Abstract
Embleton‐Hamann, C. and Slaymaker, O., 2012. The Austrian Alps and paraglaciation. Geografiska Annaler: Series A, Physical Geography, 94, 7–16. doi:10.1111/j.1468‐0459.2011.00447.x
ABSTRACT
There is some confusion in the geomorphological literature with respect to the usage of the term ‘paraglacial’. We review the meaning of the term as defined in the Anglo‐Canadian literature between 1972 and the present. We then show that many of these ideas were implicit in the early‐twentieth‐century German literature but were never, to our knowledge, synthesized into an overarching framework for the study of post‐glacial glaciated landscapes. It was not until the end of the twentieth century that the paraglacial model was directly applied to the interpretation of the European Alps. The first decade of the twenty‐first century has seen a growing appreciation and some critique of that model in research in the Austrian Alps. The post‐glacial glaciated landscape is interpreted as a landscape of transition between the full glacial of the Last Glacial Maximum and the present almost entirely deglaciated landscape. It provides a conceptual framework and a challenge to determine exactly how far any specific glaciated landscape has evolved in response to non‐glacial processes and whether it remains a disturbance regime landscape.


WHAT IS BEING ASKED: From the material beneath, pull every line with the word "Blog".

AVAILABLE RECORDS:
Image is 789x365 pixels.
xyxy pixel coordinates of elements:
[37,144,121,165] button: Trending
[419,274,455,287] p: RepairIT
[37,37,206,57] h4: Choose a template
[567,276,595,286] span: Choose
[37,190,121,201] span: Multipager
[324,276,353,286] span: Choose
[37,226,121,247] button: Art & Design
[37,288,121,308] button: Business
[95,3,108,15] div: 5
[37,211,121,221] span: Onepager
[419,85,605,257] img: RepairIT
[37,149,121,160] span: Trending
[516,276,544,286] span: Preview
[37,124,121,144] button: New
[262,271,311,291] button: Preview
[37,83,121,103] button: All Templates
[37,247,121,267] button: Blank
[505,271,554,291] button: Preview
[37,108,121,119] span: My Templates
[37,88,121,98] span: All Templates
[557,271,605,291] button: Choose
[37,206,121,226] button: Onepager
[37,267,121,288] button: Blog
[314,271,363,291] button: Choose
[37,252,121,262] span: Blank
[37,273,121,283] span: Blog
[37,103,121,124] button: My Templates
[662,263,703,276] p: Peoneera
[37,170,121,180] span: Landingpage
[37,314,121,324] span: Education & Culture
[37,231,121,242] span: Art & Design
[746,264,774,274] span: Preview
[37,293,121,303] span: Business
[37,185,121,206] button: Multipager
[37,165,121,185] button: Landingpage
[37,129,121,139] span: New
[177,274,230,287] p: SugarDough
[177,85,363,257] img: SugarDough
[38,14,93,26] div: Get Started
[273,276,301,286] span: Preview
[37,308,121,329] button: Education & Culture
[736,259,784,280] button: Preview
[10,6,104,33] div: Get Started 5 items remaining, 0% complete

ANSWER TO THIS TASK:
[37,267,121,288] button: Blog
[37,273,121,283] span: Blog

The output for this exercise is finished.